Rodney Hallworth provided additional grease. Crowhurst could not have had a better unwitting partner in deception than his zealously boostering publicist. With nothing but these two last cables to go on, Hallworth inferred a dramatic episode to pass on to the papers, and a perfect cover for prolonged radio silence: a huge wave had crashed over the stern of Teignmouth Electron, damaging the cockpit and stern of the boat. Repairs had required Crowhurst to drop sail for three days and seal off his generator compartment. In order to conserve his batteries, he would make only two more radio transmissions before arriving home.
‘Crowhurst Limps On After Battering by Giant Wave’, was the bold headline in the Sunday Times of 26 January. The article said that Crowhurst was in serious trouble in the Indian Ocean, 700 miles east of the Cape of Good Hope. The following Sunday, 2 February, he was ‘estimated’ to be 1,300 miles east of Cape Town.
In that same 2 February issue of the Sunday Times, in an article about the race and the future of single-handed sailing, Sir Francis Chichester wrote, with great restraint, that there had been some ‘loose’ claims for speeds and distances sailed, and he hoped that some sporting club would check and verify such claims. His cool scepticism, coming at the end of a long, windy, slightly pedantic article, was at variance with the more exciting race reports, and his lone voice went publicly ignored.
On board Teignmouth Electron, Crowhurst did have a real problem. The plywood skin of the starboard hull was indeed split, in several places, and a frame inside that hull had separated from the skin. The hull was leaking, and the trimaran could no longer be considered seawor
thy. No great extremes of weather had been met with so far, so the damage, it would seem, was the result of poor construction, undoubtedly exacerbated by the rush of production spread between two different boatyards, which almost guaranteed problems. These might have been ironed out with the normal sea trials that any new boat needs to reveal and attend to problems. Teignmouth Electron was clearly far weaker and more vulnerable than Nigel Tetley’s Victress.
Crowhurst now had the best possible and most honourable reason of all to give up. No shame would have come from putting into port with a damaged boat, but he was too deeply entrenched in deception now, and Rodney Hallworth’s embellishment had given it a momentum of its own. Geographically he was too far from any port to limp into from his last supposed position. Thirteen hundred miles east of Cape Town would make Madagascar the most reasonable port to show up at, a long hike from the coast of Brazil. He could not give up now without exposing the whole sham.
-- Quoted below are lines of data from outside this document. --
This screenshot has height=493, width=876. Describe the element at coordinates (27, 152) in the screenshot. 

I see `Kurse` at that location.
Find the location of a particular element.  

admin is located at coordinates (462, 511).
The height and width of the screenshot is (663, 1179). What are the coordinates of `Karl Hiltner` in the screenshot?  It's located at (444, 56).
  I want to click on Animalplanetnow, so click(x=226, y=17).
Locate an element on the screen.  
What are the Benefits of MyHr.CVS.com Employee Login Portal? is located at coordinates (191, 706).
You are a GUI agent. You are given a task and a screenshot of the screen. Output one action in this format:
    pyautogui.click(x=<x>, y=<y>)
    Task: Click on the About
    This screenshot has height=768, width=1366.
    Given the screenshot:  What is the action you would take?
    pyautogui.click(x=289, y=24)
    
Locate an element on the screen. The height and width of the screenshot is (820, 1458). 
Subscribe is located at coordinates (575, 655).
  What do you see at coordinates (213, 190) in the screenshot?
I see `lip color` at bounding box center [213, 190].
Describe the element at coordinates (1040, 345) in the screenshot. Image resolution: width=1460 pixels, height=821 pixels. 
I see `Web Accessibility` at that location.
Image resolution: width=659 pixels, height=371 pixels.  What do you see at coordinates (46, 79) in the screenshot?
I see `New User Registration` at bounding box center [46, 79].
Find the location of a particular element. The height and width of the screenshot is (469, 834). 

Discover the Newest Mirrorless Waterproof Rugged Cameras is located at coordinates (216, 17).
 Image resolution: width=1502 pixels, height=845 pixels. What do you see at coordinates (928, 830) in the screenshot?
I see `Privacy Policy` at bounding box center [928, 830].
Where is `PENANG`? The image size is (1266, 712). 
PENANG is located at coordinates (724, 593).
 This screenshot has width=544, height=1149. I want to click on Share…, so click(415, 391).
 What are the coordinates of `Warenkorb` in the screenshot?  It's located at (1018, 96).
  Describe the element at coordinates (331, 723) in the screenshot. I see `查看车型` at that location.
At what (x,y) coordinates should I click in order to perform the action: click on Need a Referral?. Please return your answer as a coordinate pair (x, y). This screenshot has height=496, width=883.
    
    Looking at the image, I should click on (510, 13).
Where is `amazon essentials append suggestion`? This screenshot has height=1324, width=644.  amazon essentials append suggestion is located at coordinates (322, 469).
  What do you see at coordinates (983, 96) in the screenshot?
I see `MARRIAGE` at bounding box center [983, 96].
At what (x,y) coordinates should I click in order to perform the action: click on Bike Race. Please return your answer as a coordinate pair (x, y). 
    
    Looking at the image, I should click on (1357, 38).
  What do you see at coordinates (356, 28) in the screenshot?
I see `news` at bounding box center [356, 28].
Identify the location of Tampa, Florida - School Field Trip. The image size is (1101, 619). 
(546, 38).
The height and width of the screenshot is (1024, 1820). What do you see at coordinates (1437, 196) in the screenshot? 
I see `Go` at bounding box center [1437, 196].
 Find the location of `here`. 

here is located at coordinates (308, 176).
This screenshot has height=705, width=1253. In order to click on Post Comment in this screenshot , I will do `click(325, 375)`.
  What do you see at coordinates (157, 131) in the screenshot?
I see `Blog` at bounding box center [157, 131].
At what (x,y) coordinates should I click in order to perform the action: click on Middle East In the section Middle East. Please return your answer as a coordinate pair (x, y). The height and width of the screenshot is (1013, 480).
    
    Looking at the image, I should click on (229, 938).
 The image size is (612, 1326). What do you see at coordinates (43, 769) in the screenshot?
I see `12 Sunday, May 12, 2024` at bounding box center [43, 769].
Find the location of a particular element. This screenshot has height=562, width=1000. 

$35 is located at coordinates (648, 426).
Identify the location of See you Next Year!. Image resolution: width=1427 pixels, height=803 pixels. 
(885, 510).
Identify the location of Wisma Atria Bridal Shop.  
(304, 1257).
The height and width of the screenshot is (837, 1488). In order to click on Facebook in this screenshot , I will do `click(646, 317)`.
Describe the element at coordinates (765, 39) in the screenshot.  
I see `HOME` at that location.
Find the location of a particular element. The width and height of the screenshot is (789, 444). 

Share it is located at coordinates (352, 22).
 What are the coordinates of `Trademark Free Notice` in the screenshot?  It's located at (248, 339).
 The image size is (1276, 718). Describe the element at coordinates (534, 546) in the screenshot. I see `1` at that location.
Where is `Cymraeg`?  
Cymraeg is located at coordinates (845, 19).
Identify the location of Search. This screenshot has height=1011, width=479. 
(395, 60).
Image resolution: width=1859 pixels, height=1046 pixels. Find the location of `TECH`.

Slowly he headed his boat for the South American coast.
Donald Crowhurst’s route — 31 October 1968 — 8 March 1969
25
FOR MOST OF JANUARY and February 1969, Crowhurst steered Teignmouth Electron in a slow zig-zag, moving roughly south off the coasts of Brazil and Uruguay. His daily mileages dropped to dawdling distances of 20 and 30 miles or less. His course was dictated more by which way the wind was blowing than a resolve to move in any direction. He had by this time abandoned any attempt at a circumnavigation.